All wealth is biological.

This post by Shannon Love (and the comments that follow) ((h/t instapundit)) tie in to the script I'm working on. She's more focused on the economic and free-riding aspect of expecting other people's children to support the economy in the next generation, but it all ties together.

My script is an adaptation of one of my stories, and one of the few where I *knew* the title and theme before I'd even written it. Defending Confinement. "Date of Confinement" is what they used to call the day that a woman went into labor.

It's morphed a bit over time and certainly has changed since I started to think of it as a movie.

Renegade belt miners have built a hardscrabble society selling ore and are attempting to expand into the middle market with the construction of an ore refinery. The corporation opposing this pushes for child welfare laws to be enforced. The miners, a bunch of brutish, near criminal men, maintain small stations where they "confine" their women and make them have children. A well meaning woman puts herself at considerable risk to infiltrate the miners and rescue the children.

The "civilized" society sees having children as *bad*. Bad for women, at the very least.

The "uncivilized" society sees children as a valuable and necessary resource, and what appears to be an oppressive patriarchy is actually a strong matriarchy. Small children are coddled in the nursery and expected to contribute once out of the nursery. As junior they study and work. At the age of 14 they begin apprenticeships and adult labor with the respect accorded any other contributing member of their community. At the age of 17 a young woman planning to be a doctor is delivering babies and assisting in the minor surgeries the miners are equipt to handle. At the age of 21 a young man is in charge of the construction of the ore refinery.

The "children" saved from this life do not consider themselves "children," nor helpless, nor in need of rescue. They are frustrated and angry at being disrespected and their opinions ignored. As things go from bad to worse they decide they have no choice but to take action, hijack the entire space station by planting explosives (they've been training to be *miners* after all) and steal a top-secret military vessel to get away.

The woman who "saved" them is forced to see the attitudes toward children that she's always taken for granted. She is frustrated that her superiors can't recognize that letting the "kids" roam the station is dangerous. Because she is pregnant she has to face the attitudes her community has toward "breeders" and the automatic loss of respect for her opinion that is part of that. She eventually crosses over to the other side, at least philosophically, and names her daughter after the child's great great grandmother, the matriarch of the belt-miners, who died during the "rescue" of the children.

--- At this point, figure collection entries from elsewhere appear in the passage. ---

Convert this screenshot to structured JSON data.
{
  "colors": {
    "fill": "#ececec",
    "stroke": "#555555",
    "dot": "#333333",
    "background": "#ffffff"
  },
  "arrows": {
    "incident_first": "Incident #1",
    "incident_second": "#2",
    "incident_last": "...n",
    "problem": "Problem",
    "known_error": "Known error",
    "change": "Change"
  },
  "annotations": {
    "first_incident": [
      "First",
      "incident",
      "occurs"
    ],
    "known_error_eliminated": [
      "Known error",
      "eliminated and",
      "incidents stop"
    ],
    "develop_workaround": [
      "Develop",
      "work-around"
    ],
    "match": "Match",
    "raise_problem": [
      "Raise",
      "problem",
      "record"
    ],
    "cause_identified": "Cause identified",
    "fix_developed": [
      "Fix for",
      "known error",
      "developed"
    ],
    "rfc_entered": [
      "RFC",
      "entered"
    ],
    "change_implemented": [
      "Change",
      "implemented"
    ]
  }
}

She finally understands that the belt miners really meant it when they told her to collect the enormous bounty that had been on the old woman's head for 70 years because the corporation forced to pay out is the same that promoted "for the children" as a way to cripple the miners and their plans for economic expansion.

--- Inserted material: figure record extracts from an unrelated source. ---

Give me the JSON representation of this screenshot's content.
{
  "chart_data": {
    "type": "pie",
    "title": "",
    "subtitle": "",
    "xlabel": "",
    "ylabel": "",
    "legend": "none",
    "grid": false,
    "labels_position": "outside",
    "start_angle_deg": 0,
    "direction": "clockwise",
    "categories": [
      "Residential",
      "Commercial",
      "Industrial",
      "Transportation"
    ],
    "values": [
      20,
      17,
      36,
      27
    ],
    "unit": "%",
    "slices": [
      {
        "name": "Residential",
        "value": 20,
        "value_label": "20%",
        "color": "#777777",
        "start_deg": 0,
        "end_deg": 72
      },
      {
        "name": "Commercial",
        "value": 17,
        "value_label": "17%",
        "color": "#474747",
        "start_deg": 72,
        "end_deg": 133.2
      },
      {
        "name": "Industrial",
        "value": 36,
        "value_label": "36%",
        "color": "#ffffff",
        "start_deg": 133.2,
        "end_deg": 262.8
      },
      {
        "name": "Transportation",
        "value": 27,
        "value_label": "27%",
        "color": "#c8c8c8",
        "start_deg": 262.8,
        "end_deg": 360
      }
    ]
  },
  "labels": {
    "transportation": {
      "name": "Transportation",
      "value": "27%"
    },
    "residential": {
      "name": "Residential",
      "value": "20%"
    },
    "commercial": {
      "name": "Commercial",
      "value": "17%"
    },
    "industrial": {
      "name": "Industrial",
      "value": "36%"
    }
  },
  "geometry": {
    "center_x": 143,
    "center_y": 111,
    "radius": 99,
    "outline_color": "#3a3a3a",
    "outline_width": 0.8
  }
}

I think this is going to be a hard sell... how does one present a movie about having babies as something that will appeal to young men? Sure, it's got spaceships and violence and fighting back against "adults" who want to control you... but it's about having children.

And I think that will appeal to young men BECAUSE they've been told since they were little that having children is bad, children are consumers, that THEY are a drain on the world's resources, a hinderance to their parents, and probably shouldn't have been born. Wait! You say they weren't told that? What message is sent every time a teenager is told that having children will ruin their lives? They aren't so old that they aren't going to associate that with their own existance.

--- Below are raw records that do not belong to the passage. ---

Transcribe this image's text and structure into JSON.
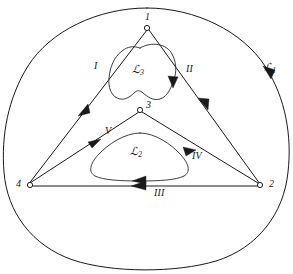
{
  "figure": {
    "kind": "contour-diagram",
    "background_color": "#ffffff",
    "line_color": "#1a1a1a",
    "width": 293,
    "height": 274
  },
  "vertices": [
    {
      "id": "v1",
      "label": "1",
      "x": 148,
      "y": 25
    },
    {
      "id": "v2",
      "label": "2",
      "x": 262,
      "y": 185
    },
    {
      "id": "v3",
      "label": "3",
      "x": 140,
      "y": 108
    },
    {
      "id": "v4",
      "label": "4",
      "x": 28,
      "y": 185
    }
  ],
  "edge_labels": [
    {
      "id": "edge-I",
      "label": "I",
      "x": 96,
      "y": 66
    },
    {
      "id": "edge-II",
      "label": "II",
      "x": 188,
      "y": 70
    },
    {
      "id": "edge-III",
      "label": "III",
      "x": 158,
      "y": 190
    },
    {
      "id": "edge-IV",
      "label": "IV",
      "x": 196,
      "y": 156
    },
    {
      "id": "edge-V",
      "label": "V",
      "x": 107,
      "y": 131
    }
  ],
  "contour_labels": [
    {
      "id": "contour-1",
      "symbol": "ℒ",
      "subscript": "1",
      "x": 268,
      "y": 68
    },
    {
      "id": "contour-2",
      "symbol": "ℒ",
      "subscript": "2",
      "x": 135,
      "y": 152
    },
    {
      "id": "contour-3",
      "symbol": "ℒ",
      "subscript": "3",
      "x": 137,
      "y": 70
    }
  ],
  "curves": {
    "outer_boundary": "closed rounded-triangular outer contour",
    "outer_triangle": "triangle through vertices 1, 2, 4",
    "inner_triangle": "triangle through vertices 3, 2, 4",
    "blob_upper": "kidney-shaped closed contour inside upper triangle",
    "blob_lower": "rounded-triangular closed contour inside lower triangle"
  },
  "arrows": [
    {
      "id": "arrow-outer-right",
      "on": "outer_boundary",
      "direction": "clockwise-down"
    },
    {
      "id": "arrow-edge-I",
      "on": "edge-I",
      "direction": "up-right"
    },
    {
      "id": "arrow-edge-II",
      "on": "edge-II",
      "direction": "down-right"
    },
    {
      "id": "arrow-edge-III",
      "on": "edge-III",
      "direction": "left"
    },
    {
      "id": "arrow-edge-IV",
      "on": "edge-IV",
      "direction": "up-right"
    },
    {
      "id": "arrow-edge-V",
      "on": "edge-V",
      "direction": "down-left"
    },
    {
      "id": "arrow-blob-3",
      "on": "blob_upper",
      "direction": "down"
    },
    {
      "id": "arrow-blob-2",
      "on": "blob_lower",
      "direction": "left"
    }
  ]
}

This movie would appeal on a primal level to young people, to young men, even if it is about having kids.

It probably needs a different title though.

Logline? All wealth is biological. An old feud is carried on into the next generation after an infamous space pirate is killed by a corporate agent.

Update: My friend Sandy wrote some related thoughts on her new blog a couple days ago. I could have written this post nearly word for word myself.